SMART CITIES AND smart buildings are characterised by a network of electronics and technology to collect data to efficiently manage assets, resources and services.
The overarching goal of the smart city is to alleviate the problems that plague modern life in densely populated areas and maximise resource efficiency.
Traffic congestion, crime, energy consumption, water supply, waste disposal and community services including schools, hospitals and libraries are all key concerns for local governments, councils and town planners where maximum efficiencies in these areas determine the liveability of a city both in the immediate term and in planning for the future.
Any modern smart city or smart building – or even smart open space – is underpinned by connectivity.
In simple terms, this means a network – specifically a wide area network or WAN – that wirelessly connects devices and technology to each other and the World Wide Web allowing them all to communicate across space.
The concept of ‘smart city’ is multifaceted and the parts of its sum largely open to definition as to what exactly constitutes it.
Free Wi-Fi? Electric Vehicle charging stations? Bicycle sharing programs? Traffic Light monitoring? Street light dimming? Smart garbage receptacles? All these are great initiatives but they are not inherently ‘smart’, per se.
They are all highly specific applications addressing highly specific problems using highly specific information communications technology ecosystems for a highly specific purpose.
The same goes for other smart city initiatives such as phone apps for parking, city service and facility directions and public transport payment systems, for example.
In many of these applications, purpose built sensors communicate with fundamentally basic single purpose computer programs to complete a predetermined task.
While these tasks may be very different this process is essentially the same.
Smart traffic lights, street lights and garbage receptacles – all essentially the same.
Parking payments, public transport payments, public facility directions – again, all essentially the same.
All are closed, rigid systems to address a singular problem that are not inherently smart.
While specific sensors have been developed and deployed for real time monitoring in areas such as water flow rates, traffic flow and power usage, a similar approach to monitoring people that is often used is problematic.
This approach only reveals ‘face value’ numbers such as aggregates of people passing through a point or assembled in a given building or space.
Typically it does not log individual users and how they navigate an area over time.
And typically it does not use AI to allow real-time alerts to be raised and decisions to be made, and to make sense of highly complex data sets.
This approach is exactly how utilities such as water and power are monitored – in terms of volume and distribution.
Individual people are not simple units that flow in the same, single pathways day-in, day-out.
Foresense Technologies recognises this and has developed a new type of approach for presence detection and the collection and collation of behavioural data.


The whole listing, pictures aside, should be reproduced exactly.
(Extracted entries Opens)
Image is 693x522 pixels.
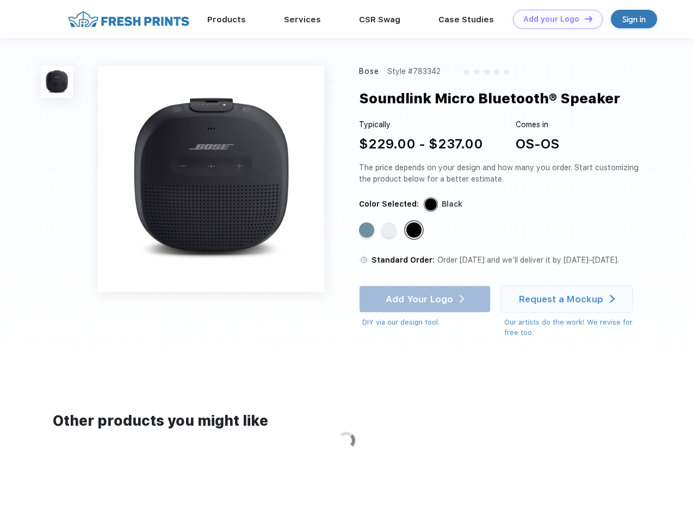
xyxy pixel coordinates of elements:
[359,119,483,131] div: Typically
[359,15,400,24] a: CSR Swag
[359,66,380,77] div: Bose
[585,16,592,22] img: DT
[519,294,603,305] div: Request a Mockup
[53,411,640,432] div: Other products you might like
[493,69,500,75] img: gray_star.svg
[611,10,657,28] a: Sign in
[516,119,559,131] div: Comes in
[359,162,643,185] div: The price depends on your design and how many you order. Start customizing the product below for ...
[98,66,324,292] img: func=resize&h=640
[362,317,491,328] div: DIY via our design tool.
[387,66,441,77] div: Style #783342
[359,134,483,154] div: $229.00 - $237.00
[484,69,490,75] img: gray_star.svg
[516,134,559,154] div: OS-OS
[622,13,646,26] div: Sign in
[463,69,470,75] img: gray_star.svg
[437,256,619,264] span: Order [DATE] and we’ll deliver it by [DATE]–[DATE].
[610,295,615,303] img: white arrow
[41,66,73,98] img: func=resize&h=100
[503,69,510,75] img: gray_star.svg
[359,255,369,265] img: standard order
[372,256,435,264] span: Standard Order:
[442,199,462,210] div: Black
[523,15,579,24] div: Add your Logo
[284,15,321,24] a: Services
[207,15,246,24] a: Products
[381,222,397,238] div: White Smoke
[65,10,193,29] img: fo%20logo%202.webp
[359,222,374,238] div: Stone Blue
[359,88,620,109] div: Soundlink Micro Bluetooth® Speaker
[359,199,419,210] div: Color Selected:
[406,222,422,238] div: Black
[473,69,480,75] img: gray_star.svg
[504,317,643,338] div: Our artists do the work! We revise for free too.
(Extracted entries Closes)
Exercise solution =>
Image is 693x522 pixels.
xyxy pixel coordinates of elements:
[359,119,483,131] div: Typically
[359,15,400,24] a: CSR Swag
[359,66,380,77] div: Bose
[585,16,592,22] img: DT
[519,294,603,305] div: Request a Mockup
[53,411,640,432] div: Other products you might like
[493,69,500,75] img: gray_star.svg
[611,10,657,28] a: Sign in
[516,119,559,131] div: Comes in
[359,162,643,185] div: The price depends on your design and how many you order. Start customizing the product below for ...
[98,66,324,292] img: func=resize&h=640
[362,317,491,328] div: DIY via our design tool.
[387,66,441,77] div: Style #783342
[359,134,483,154] div: $229.00 - $237.00
[484,69,490,75] img: gray_star.svg
[516,134,559,154] div: OS-OS
[622,13,646,26] div: Sign in
[463,69,470,75] img: gray_star.svg
[437,256,619,264] span: Order [DATE] and we’ll deliver it by [DATE]–[DATE].
[610,295,615,303] img: white arrow
[41,66,73,98] img: func=resize&h=100
[503,69,510,75] img: gray_star.svg
[359,255,369,265] img: standard order
[372,256,435,264] span: Standard Order:
[442,199,462,210] div: Black
[523,15,579,24] div: Add your Logo
[284,15,321,24] a: Services
[207,15,246,24] a: Products
[381,222,397,238] div: White Smoke
[65,10,193,29] img: fo%20logo%202.webp
[359,222,374,238] div: Stone Blue
[359,88,620,109] div: Soundlink Micro Bluetooth® Speaker
[359,199,419,210] div: Color Selected:
[406,222,422,238] div: Black
[473,69,480,75] img: gray_star.svg
[504,317,643,338] div: Our artists do the work! We revise for free too.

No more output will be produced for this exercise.